Sand from Wreck Beach. It is quite coarse and angular in shape, and the green and red tints are quite nice. Being glacial in origin, these sand grains have likely been bulldozed by ice or carried by meltwater from far and wide. This accounts for the variety of particles we see.
In the end, the students looked at a number of possible solutions for slowing the coastal retreat, including sand nourishments and revetments. One of the most intriguing concepts that they explored was the idea of a clam garden, a traditional approach from the First Nations people living on the BC coastline. Originally intended for aquaculture, clam gardens are usually small rock walls placed along gravel beaches, behind which where clam-friendly sand or mud can accumulate. However, this approach could have added benefits for coastal protection by attenuating waves and encouraging the deposition of sediment. In many ways, it is not that different from the Dutch using brushwood dams to reclaim land in the Netherlands or my colleagues using similar structures to rebuild mangrove habitats.

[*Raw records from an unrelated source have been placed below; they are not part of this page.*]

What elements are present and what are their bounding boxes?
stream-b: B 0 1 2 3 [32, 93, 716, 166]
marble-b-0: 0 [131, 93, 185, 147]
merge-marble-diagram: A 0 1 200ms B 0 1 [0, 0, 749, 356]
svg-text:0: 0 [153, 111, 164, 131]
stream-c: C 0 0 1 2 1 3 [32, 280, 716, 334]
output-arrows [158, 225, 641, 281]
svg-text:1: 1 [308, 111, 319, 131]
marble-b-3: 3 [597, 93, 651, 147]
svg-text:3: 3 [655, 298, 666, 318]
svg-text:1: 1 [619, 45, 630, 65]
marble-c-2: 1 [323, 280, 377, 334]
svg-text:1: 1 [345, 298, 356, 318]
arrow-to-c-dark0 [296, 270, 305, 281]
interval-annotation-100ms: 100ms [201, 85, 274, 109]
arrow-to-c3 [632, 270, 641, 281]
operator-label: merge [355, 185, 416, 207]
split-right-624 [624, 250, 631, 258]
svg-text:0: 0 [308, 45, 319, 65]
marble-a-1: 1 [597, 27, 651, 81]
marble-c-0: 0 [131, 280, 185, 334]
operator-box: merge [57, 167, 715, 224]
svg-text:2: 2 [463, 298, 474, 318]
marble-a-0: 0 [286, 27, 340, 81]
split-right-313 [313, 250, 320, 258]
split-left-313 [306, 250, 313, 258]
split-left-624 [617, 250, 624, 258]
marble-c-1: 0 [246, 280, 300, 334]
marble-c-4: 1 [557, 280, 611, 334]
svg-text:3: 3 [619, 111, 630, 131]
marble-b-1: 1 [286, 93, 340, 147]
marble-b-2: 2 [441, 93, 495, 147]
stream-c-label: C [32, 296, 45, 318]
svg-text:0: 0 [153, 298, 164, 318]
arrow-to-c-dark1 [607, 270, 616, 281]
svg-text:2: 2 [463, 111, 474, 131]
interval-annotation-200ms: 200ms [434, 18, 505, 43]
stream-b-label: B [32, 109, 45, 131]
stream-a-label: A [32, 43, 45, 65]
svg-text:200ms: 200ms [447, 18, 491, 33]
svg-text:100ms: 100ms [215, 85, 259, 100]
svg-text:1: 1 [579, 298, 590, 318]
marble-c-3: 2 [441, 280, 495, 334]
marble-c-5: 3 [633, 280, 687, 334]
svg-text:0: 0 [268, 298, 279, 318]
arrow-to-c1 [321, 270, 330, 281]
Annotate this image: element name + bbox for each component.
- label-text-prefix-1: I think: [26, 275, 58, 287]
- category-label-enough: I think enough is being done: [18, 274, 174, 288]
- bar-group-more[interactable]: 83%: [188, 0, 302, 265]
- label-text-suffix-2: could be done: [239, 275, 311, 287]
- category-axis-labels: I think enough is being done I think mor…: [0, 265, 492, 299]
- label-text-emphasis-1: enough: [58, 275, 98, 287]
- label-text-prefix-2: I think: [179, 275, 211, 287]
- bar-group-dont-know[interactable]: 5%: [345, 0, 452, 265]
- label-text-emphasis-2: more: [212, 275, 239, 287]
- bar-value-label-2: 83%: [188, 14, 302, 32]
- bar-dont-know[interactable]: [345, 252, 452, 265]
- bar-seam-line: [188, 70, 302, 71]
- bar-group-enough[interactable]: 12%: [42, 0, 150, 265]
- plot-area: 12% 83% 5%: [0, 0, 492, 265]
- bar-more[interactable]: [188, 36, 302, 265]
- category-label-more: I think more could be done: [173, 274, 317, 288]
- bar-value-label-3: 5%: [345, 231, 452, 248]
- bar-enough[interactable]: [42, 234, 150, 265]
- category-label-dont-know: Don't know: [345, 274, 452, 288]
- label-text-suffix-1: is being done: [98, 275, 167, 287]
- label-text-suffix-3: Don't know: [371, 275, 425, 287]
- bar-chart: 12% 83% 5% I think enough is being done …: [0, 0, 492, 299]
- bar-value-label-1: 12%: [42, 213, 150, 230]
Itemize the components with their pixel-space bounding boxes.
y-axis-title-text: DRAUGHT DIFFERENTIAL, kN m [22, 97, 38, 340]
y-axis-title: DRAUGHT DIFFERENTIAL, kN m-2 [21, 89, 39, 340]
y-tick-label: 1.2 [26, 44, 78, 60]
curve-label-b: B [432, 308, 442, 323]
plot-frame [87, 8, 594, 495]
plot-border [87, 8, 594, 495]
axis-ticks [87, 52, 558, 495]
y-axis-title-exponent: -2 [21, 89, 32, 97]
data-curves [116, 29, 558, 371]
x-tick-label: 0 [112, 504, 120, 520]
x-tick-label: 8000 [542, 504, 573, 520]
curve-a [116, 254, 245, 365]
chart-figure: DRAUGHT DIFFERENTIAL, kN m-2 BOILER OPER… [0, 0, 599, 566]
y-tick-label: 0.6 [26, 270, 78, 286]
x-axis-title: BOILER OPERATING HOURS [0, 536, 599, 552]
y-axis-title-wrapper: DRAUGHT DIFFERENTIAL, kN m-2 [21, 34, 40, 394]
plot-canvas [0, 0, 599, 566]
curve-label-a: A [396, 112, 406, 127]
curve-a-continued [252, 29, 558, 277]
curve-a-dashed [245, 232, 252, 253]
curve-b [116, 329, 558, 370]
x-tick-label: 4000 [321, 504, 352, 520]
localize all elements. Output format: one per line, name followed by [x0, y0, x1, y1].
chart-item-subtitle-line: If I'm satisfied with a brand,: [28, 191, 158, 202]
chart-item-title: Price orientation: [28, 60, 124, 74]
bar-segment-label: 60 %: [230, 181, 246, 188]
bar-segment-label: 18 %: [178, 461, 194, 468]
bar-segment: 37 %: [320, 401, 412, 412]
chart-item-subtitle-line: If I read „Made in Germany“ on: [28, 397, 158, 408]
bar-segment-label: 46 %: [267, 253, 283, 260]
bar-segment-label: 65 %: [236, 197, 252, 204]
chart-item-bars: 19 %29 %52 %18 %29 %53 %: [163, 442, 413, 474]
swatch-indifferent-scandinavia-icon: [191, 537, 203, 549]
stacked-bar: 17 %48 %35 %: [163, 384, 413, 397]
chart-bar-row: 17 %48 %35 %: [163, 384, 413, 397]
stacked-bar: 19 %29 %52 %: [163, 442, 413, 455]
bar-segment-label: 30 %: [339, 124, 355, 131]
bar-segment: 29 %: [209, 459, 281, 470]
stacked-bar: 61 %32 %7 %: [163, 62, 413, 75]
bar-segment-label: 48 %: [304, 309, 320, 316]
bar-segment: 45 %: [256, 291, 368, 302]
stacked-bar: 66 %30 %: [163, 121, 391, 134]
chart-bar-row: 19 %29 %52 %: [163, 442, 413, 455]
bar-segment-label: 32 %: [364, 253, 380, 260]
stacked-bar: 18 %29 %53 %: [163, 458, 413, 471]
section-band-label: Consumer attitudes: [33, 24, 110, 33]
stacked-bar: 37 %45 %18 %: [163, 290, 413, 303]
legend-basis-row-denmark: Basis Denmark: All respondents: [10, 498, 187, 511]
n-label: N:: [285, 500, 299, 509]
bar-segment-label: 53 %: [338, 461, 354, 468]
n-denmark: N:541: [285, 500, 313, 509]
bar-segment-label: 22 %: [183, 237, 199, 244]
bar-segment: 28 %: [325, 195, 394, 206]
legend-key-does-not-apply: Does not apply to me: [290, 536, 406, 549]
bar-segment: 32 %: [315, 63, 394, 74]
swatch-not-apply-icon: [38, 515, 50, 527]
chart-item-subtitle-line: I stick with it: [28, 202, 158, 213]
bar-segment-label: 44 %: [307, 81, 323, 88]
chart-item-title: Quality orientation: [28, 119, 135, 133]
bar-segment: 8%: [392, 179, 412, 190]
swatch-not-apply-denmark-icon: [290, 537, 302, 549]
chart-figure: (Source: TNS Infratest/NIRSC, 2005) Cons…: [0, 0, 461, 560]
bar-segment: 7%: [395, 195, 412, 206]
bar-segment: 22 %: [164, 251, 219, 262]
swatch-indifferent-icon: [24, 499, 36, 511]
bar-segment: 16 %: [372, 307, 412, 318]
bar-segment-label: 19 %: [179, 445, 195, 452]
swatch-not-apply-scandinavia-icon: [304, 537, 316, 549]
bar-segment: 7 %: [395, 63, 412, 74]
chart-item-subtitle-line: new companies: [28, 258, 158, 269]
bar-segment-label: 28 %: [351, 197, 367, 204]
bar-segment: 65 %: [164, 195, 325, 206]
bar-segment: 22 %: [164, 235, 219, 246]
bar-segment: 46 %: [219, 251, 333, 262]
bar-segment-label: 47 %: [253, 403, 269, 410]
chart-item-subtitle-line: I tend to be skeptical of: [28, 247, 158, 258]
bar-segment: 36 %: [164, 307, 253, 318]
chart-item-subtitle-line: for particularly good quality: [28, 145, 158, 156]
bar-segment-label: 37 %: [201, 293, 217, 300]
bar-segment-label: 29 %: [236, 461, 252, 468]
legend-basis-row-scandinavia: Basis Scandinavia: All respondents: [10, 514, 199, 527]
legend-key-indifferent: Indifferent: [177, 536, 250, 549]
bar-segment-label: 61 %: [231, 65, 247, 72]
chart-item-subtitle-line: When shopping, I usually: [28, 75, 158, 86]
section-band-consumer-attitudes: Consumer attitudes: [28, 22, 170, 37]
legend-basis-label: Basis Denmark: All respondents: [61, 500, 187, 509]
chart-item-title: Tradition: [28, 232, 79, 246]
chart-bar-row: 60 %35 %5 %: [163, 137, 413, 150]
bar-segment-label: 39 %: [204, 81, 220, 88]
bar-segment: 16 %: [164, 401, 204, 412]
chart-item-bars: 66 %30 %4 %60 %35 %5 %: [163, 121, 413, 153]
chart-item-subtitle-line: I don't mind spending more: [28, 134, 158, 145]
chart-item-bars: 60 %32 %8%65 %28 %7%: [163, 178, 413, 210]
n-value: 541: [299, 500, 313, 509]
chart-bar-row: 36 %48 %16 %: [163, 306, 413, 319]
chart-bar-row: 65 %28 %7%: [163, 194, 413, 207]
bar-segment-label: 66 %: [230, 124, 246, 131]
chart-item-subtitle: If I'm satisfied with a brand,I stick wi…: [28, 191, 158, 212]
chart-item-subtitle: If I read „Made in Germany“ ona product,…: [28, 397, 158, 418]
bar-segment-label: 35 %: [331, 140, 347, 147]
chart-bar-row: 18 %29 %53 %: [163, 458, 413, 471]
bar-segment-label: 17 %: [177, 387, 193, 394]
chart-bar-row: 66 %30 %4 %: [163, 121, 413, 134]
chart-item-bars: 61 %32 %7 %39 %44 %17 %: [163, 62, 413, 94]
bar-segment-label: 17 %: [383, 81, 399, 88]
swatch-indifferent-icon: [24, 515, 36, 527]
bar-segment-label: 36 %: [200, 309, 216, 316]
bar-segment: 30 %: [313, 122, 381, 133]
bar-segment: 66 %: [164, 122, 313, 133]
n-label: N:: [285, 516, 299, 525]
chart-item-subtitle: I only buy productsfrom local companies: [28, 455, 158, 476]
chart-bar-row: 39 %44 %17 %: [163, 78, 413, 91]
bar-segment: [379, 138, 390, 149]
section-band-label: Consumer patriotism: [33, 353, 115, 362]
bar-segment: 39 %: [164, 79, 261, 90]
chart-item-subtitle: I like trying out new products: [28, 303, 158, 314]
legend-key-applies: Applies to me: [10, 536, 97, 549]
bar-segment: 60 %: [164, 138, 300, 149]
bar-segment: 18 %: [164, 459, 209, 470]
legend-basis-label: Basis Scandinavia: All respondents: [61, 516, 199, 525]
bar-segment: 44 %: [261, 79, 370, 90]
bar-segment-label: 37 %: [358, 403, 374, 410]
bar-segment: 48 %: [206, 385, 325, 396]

In Canada, the involvement of First Nations in coastal planning is becoming increasingly important (as I think it should be!), and there is a lot that science and engineering can benefit from their traditional forms of knowledge and experience. Building with nature instead of fighting against it has recently become a popular design philosophy in coastal engineering, and who better to have as allies in that task than the people who have been living with and building with nature already for centuries?
World War II-era bunker on Wreck Beach overlooking the Georgia Strait, with North Vancouver in the background.

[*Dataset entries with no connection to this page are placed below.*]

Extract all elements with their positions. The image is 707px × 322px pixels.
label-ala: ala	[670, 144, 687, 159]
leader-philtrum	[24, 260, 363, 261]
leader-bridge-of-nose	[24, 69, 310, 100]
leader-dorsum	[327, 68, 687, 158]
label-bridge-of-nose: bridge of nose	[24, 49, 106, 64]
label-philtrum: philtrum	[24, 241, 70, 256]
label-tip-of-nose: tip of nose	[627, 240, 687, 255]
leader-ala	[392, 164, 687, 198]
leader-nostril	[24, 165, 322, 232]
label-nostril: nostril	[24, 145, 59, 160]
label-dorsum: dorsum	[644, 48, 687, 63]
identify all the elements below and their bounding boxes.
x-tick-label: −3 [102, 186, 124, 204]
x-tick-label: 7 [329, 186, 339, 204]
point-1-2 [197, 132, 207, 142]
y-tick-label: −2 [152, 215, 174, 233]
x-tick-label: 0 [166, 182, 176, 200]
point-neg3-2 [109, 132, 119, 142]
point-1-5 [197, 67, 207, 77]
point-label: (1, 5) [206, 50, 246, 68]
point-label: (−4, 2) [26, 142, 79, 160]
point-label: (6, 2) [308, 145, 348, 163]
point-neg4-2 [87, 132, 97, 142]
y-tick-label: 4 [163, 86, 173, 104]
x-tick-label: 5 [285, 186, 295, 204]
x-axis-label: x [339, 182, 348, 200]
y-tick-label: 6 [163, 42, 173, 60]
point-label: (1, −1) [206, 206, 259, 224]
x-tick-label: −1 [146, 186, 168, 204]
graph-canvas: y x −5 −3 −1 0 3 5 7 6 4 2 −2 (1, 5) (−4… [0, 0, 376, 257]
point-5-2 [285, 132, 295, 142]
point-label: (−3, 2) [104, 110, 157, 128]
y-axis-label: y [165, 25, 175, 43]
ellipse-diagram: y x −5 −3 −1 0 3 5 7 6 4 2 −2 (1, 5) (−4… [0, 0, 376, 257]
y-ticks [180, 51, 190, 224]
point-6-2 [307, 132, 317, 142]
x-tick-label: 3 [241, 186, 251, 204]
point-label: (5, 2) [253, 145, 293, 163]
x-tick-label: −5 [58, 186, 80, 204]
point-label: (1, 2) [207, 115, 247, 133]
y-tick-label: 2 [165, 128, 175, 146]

The Delft-Vancouver connection continues: right now we have a group of five students investigating coastal protection solutions with Kerr Wood Leidal and the Tsleil-Waututh Nation. They have already been out there for a month, and I am excited to see what they come up with!
Sunset over the Spanish Banks, just around the corner from UBC.

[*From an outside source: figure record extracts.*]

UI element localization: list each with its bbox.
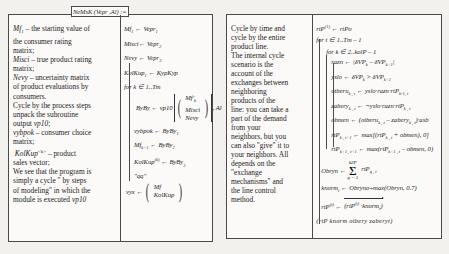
symbol-misci: Misci — [13, 55, 29, 64]
subscript-1: 1 — [21, 29, 24, 34]
paren-right: ) — [205, 102, 208, 113]
right-code-column: rtP(1) ← rtPo for t ∈ 1..Tm – 1 for k ∈ … — [312, 15, 441, 238]
vector-entry: Mf — [154, 183, 175, 191]
desc-line: your neighbors. All — [231, 150, 309, 159]
code-line-for: for t ∈ 1..Tm – 1 — [316, 36, 438, 43]
desc-line: Cycle by time and — [231, 24, 309, 33]
code-line: Misci← Vepr2 — [124, 40, 209, 50]
summation-assignment: Obryn ← k2P Σ q = 1 rtPq , t — [316, 160, 438, 181]
code-token: rtPq , t — [361, 165, 376, 175]
code-line: "qq" — [124, 172, 209, 179]
bracket-left — [174, 94, 175, 121]
code-line: Mfk+1 ← ByBy2 — [124, 141, 209, 151]
desc-line: line: you can take a — [231, 105, 309, 114]
code-line-for: for k ∈ 1..Tm — [124, 83, 209, 90]
code-line: rtP(1) ← rtPo — [316, 23, 438, 32]
code-token: , Al — [213, 104, 222, 111]
inner-loop-rule — [326, 55, 327, 149]
vectorized-assignment: rtP(t) ← (rtP(t) ·knormt) — [316, 198, 438, 213]
desc-line: The internal cycle — [231, 51, 309, 60]
sigma-glyph: Σ — [349, 166, 357, 175]
desc-line: sales vector; — [13, 158, 117, 167]
summation-symbol: k2P Σ q = 1 — [347, 160, 358, 181]
desc-line: from your — [231, 123, 309, 132]
superscript-k: <k> — [38, 149, 46, 154]
code-line: obmen ← (otberuk , t – zaberyk , t)·asb — [316, 116, 438, 126]
desc-line: cycle by the entire — [231, 33, 309, 42]
desc-line: product line. — [231, 42, 309, 51]
loop-body-rule — [129, 63, 130, 181]
code-line: rtPk+1 , t+1 ← max(rtPk+1 , t – obmen, 0… — [316, 145, 438, 155]
sum-lower-limit: q = 1 — [347, 175, 358, 181]
desc-line: scenario is the — [231, 60, 309, 69]
paren-left: ( — [146, 186, 149, 197]
left-description-column: Mf1 – the starting value of the consumer… — [9, 15, 120, 241]
paren-left: ( — [177, 102, 180, 113]
desc-line: Nevy – uncertainty matrix — [13, 73, 117, 82]
desc-line: matrix; — [13, 64, 117, 73]
code-line: razn ← |δVPk – δVPk+1| — [316, 58, 438, 68]
code-token: vyx ← — [126, 188, 143, 195]
code-line: Nevy ← Vepr3 — [124, 54, 209, 64]
code-line-for: for k ∈ 2..kolP – 1 — [316, 48, 438, 55]
vector-entry: KolKup — [154, 191, 175, 199]
desc-line: KolKup<k> – product — [13, 147, 117, 159]
matrix-assignment: ByBy ← vp10 ( Mf'k Misci Nevy ) , Al — [136, 94, 209, 121]
desc-line: We see that the program is — [13, 167, 117, 176]
scanned-page-background: NeMsK (Vepr ,Al) := Mf1 – the starting v… — [0, 0, 449, 254]
code-line: zaberyk , t ← ¬yslo·razn·rtPk , t — [316, 102, 438, 112]
bybybody: ByBy ← vp10 ( Mf'k Misci Nevy ) , Al — [124, 94, 209, 121]
symbol-mf1: Mf — [13, 24, 21, 33]
desc-line: depends on the — [231, 159, 309, 168]
vectorize-arrow: (rtP(t) ·knormt) — [344, 198, 382, 213]
desc-line: neighbors, but you — [231, 132, 309, 141]
desc-line: Misci – true product rating — [13, 55, 117, 64]
desc-line: matrix; — [13, 137, 117, 146]
desc-line: unpack the subroutine — [13, 110, 117, 119]
desc-line: of modeling" in which the — [13, 186, 117, 195]
return-tuple: (rtP knorm otbery zaberyt) — [316, 217, 438, 224]
right-description-column: Cycle by time and cycle by the entire pr… — [227, 15, 312, 238]
symbol-nevy: Nevy — [13, 73, 28, 82]
left-code-column: Mf1 ← Vepr1 Misci← Vepr2 Nevy ← Vepr3 Ko… — [120, 15, 212, 241]
desc-line: of product evaluations by — [13, 82, 117, 91]
symbol-vp10: vp10 — [72, 195, 86, 204]
desc-line: matrix; — [13, 46, 117, 55]
symbol-vybpok: vybpok — [13, 128, 34, 137]
desc-line: Cycle by the process steps — [13, 101, 117, 110]
desc-line: part of the demand — [231, 114, 309, 123]
desc-line: "exchange — [231, 168, 309, 177]
matrix-entry: Nevy — [185, 114, 200, 122]
code-line: otberuk , t ← yslo·razn·rtPk-1, t — [316, 87, 438, 97]
code-token: rtP(t) ← — [321, 201, 342, 210]
desc-line: consumers. — [13, 92, 117, 101]
desc-line: the line control — [231, 186, 309, 195]
matrix-entry: Misci — [185, 106, 200, 114]
matrix-stack: Mf'k Misci Nevy — [183, 94, 202, 121]
code-token: ByBy ← vp10 — [136, 104, 173, 111]
inner-body-rule — [333, 63, 334, 147]
desc-line: products of the — [231, 96, 309, 105]
desc-line: account of the — [231, 69, 309, 78]
desc-line: simply a cycle " by steps — [13, 176, 117, 185]
code-line: knormt ← Obryno÷max(Obryn, 0.7) — [316, 184, 438, 194]
vector-stack: Mf KolKup — [152, 183, 177, 199]
desc-line: the consumer rating — [13, 37, 117, 46]
symbol-kolkup: KolKup — [15, 149, 38, 158]
desc-line: method. — [231, 195, 309, 204]
code-line: vybpok ← ByBy1 — [124, 127, 209, 137]
desc-line: vybpok – consumer choice — [13, 128, 117, 137]
paren-right: ) — [179, 186, 182, 197]
desc-line: can also "give" it to — [231, 141, 309, 150]
desc-line: output vp10; — [13, 119, 117, 128]
desc-line: exchanges between — [231, 78, 309, 87]
code-line: KolKup1 ← KypKyp — [124, 69, 209, 79]
code-token: Obryn ← — [321, 167, 346, 174]
outer-loop-rule — [319, 39, 320, 224]
return-vector: vyx ← ( Mf KolKup ) — [124, 183, 209, 199]
desc-line: Mf1 – the starting value of — [13, 24, 117, 37]
desc-line: module is executed vp10 — [13, 195, 117, 204]
code-line: Mf1 ← Vepr1 — [124, 25, 209, 35]
bracket-right — [211, 94, 212, 121]
matrix-entry: Mf'k — [185, 94, 200, 105]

Last week, the Newfoundland (on the east coast of Canada) got hit by a record-breaking storm: a “hurricane blizzard”, with 150 km/h winds, >10 m waves, and almost a metre of snow. Newfoundlanders are no strangers to bad weather, but this is rough stuff even by their standards.
In a fit of procrastination, I started wandering around Newfoundland in Google Earth. The Strait of Belle Isle separates the northern tip of Newfoundland from the rest of Canada, and is often frozen over in the winter. When this ice breaks up in the spring, it makes beautiful patterns from space. What struck me was that the broken ice floes looked a lot like the microscopic sand photographs I have been posting on this website:
Ice floes in the Strait of Belle Isle, Newfoundland on April 22, 2015. For scale, the big floe on the left is 150 m across its longest axis.
When you zoom out a bit further you can start to see larger patterns that appear to be formed by different flows shearing past one another. For scale, look at the 150 m-long floe in the middle (which we saw in the previous photo).
Apparently the shape and size of sea ice floes is largely governed by ice melting, collisions and mergers between floes, and breakup due to flexing by ocean swell waves (Toyota et al., 2006). Even though the specifics of the mechanisms moving and shaping sand grains on the seabed at millimetre scales are different from those acting on ice floes one million times larger, the same general laws of physics still apply. This is one of my favourite things about nature: there is great beauty in finding similar patterns at different scales in completely different contexts!